9.7 Roadmap for Wait events monitoring from Postgres Professional

  1. Adding more events (IO and network at least)
  2. Exposing additional wait event parameters.
  3. Measuring accurate waiting time for individual events (as a turnable option)

Requirements

DBAs, who attended the session, insisted to elaborate some requirements first, to make the tool more useful.

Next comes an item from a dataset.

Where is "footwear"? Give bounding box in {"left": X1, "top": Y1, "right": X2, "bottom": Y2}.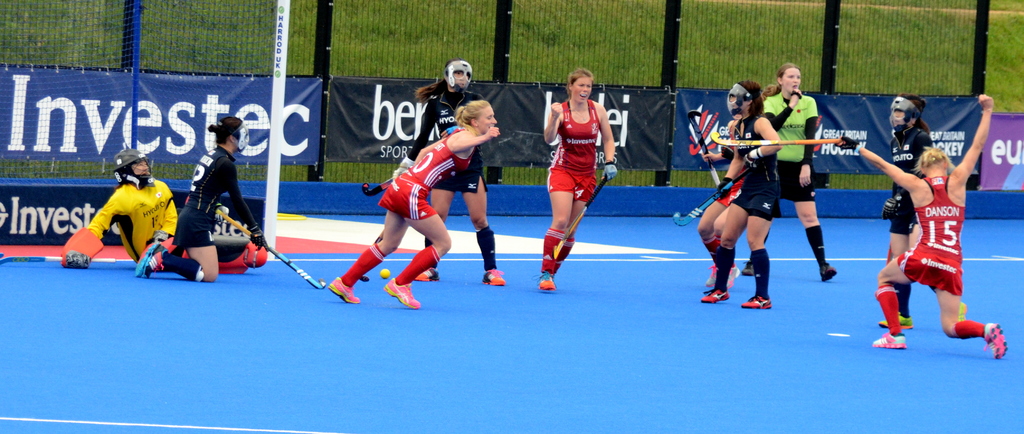
{"left": 980, "top": 321, "right": 1012, "bottom": 361}.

  1. Wait events need to be easy to extend
    When a new functionality is added to PostgreSQL, adding new Wait events for it should not cause a complete overhaul of Wait event monitoring subsystem. Moreover, it is a good idea to allow user to add some extension-space or user space wait events and parameters.
  2. Sampling history
    Some light weighted cycle-buffer for recent samples in a whole database, which allows to estimate roughly what is going on and perform further investigation if required.
  3. Full session history (trace)
    Can be switched on/off for a particular session to be turned on if required for troubleshooting
  4. aggregated statistics
    Some wait statistics, aggregated for some prolonged period of time (a day or so) to reduce performance penalty. Supposed to be resetted manually like for example pg_stat_bgwriter.

Criticisms

  1. Performance penalty
    • Is the main obstacle for today
    • pg_wait_sampling - more performance review needed
    • Anecdotally, Oracle allows performance trade off (for example, Oracle database measures wait times with resource consuming gettimeofday syscall) because such advanced monitoring tool allows to improve performance dramatically in many ways.
    • Among PostgreSQL developers, there is a persisting opinion not to allow any individual patch to drop performance significantly.
  2. Oracle-style

It is hard not to follow Oracle's ideas in this area, because wait events were pioneered by Oracle. But despite the fact that compatibility with Oracle looks attractive for many companies, it is a bad idea to bring all oracle legacy and non-intuitive interfaces to Postgres implementation (like exact event classes, p1/p2/p3 values or enqueue waits)

Suggestions

  1. Make wait event monitoring turnable and turned off by default to avoid performance penalty
    • Good: people, who want to use it can do that in spite of performance overhead
    • Bad: if by default it is turned off, people can not investigate an issue, they only can turn it on and wait for the next time the issue occurs
    • Bad: if performance overhead is significant, nobody will use it in production environment (same as logging everything by default is not possible with intensive workload)
  2. Divide wait events in at least two groups, first of which - group "System" or so - is turned on by default and has tolerable performance penalty

Having some events turned on by default allows us to have some overview of what is going on in the database and gives a clue if we need further extended sampling for smaller performance trade off.